The Biden administration is proposing a rule that would provide over 50 million women with private insurance access to over-the-counter birth control pills and other contraceptives at no cost, the White House said Monday.
The rule, which would expand a federal mandate requiring health insurers to cover preventive care services at no cost to patients under the Affordable Care Act, is being proposed by the departments of Health and Human Services, Labor and Treasury. It would go into effect next year if it is finalized.
“This rule, once finalized, will expand contraception coverage for 52 million women of reproductive age with private health insurance,” White House Gender Policy Council Director Jennifer Klein said at a briefing.
“For the first time ever, women would be able to obtain over-the-counter contraception without a prescription at no additional cost, and health plans would have to cover even more prescribed contraceptives without cost sharing,” she said.
Perrigo Co.’s Opill is the only daily birth control pill approved for sale without prescriptions by the Food and Drug Administration. The proposed rule would cover other forms of over-the-counter contraceptives, including emergency contraception, such as the morning after pill Plan B, spermicides, birth control sponges and condoms.
The rule would also require health plans to cover all FDA-approved contraceptive drugs and some devices, including IUDs, without cost-sharing in many cases. It would also require private health plans to disclose to customers that those contraceptives are covered without cost-sharing.
Abortion rights has been a key issue in the presidential election following the Supreme Court’s decision to overturn Roe v. Wade in 2022. Vice President Kamala Harris, the Democratic nominee, has made access to abortion central to her campaign.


**Description of the task:**
Below are records; print only the lines from the line containing "Image is 868x474 pixels." to the end, both included, reproduced exactly and without the pictures.
*** The data
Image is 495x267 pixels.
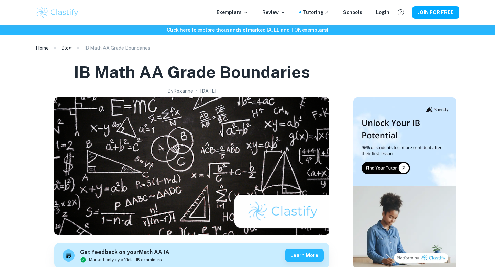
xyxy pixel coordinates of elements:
a: Tutoring [303,9,329,16]
h6: Get feedback on your Math AA IA [80,249,169,257]
h2: [DATE] [200,87,216,95]
img: IB Math AA Grade Boundaries cover image [54,98,329,235]
p: Exemplars [217,9,249,16]
a: Login [376,9,390,16]
span: Marked only by official IB examiners [89,257,162,263]
img: Clastify logo [36,6,79,19]
button: Help and Feedback [395,7,407,18]
button: Learn more [285,250,324,262]
h2: By Roxanne [167,87,193,95]
p: IB Math AA Grade Boundaries [84,44,150,52]
h6: Click here to explore thousands of marked IA, EE and TOK exemplars ! [1,26,494,34]
h1: IB Math AA Grade Boundaries [74,61,310,83]
button: JOIN FOR FREE [412,6,459,19]
p: Review [262,9,286,16]
a: Blog [61,43,72,53]
a: Home [36,43,49,53]
p: • [196,87,198,95]
a: Schools [343,9,362,16]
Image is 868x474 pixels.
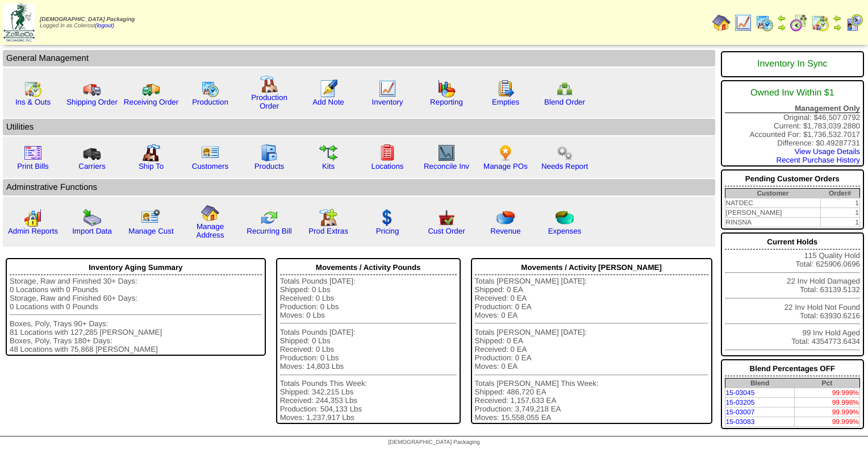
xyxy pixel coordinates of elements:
******
**Expected output:**
Image is 868x474 pixels.
xyxy pixel coordinates of elements:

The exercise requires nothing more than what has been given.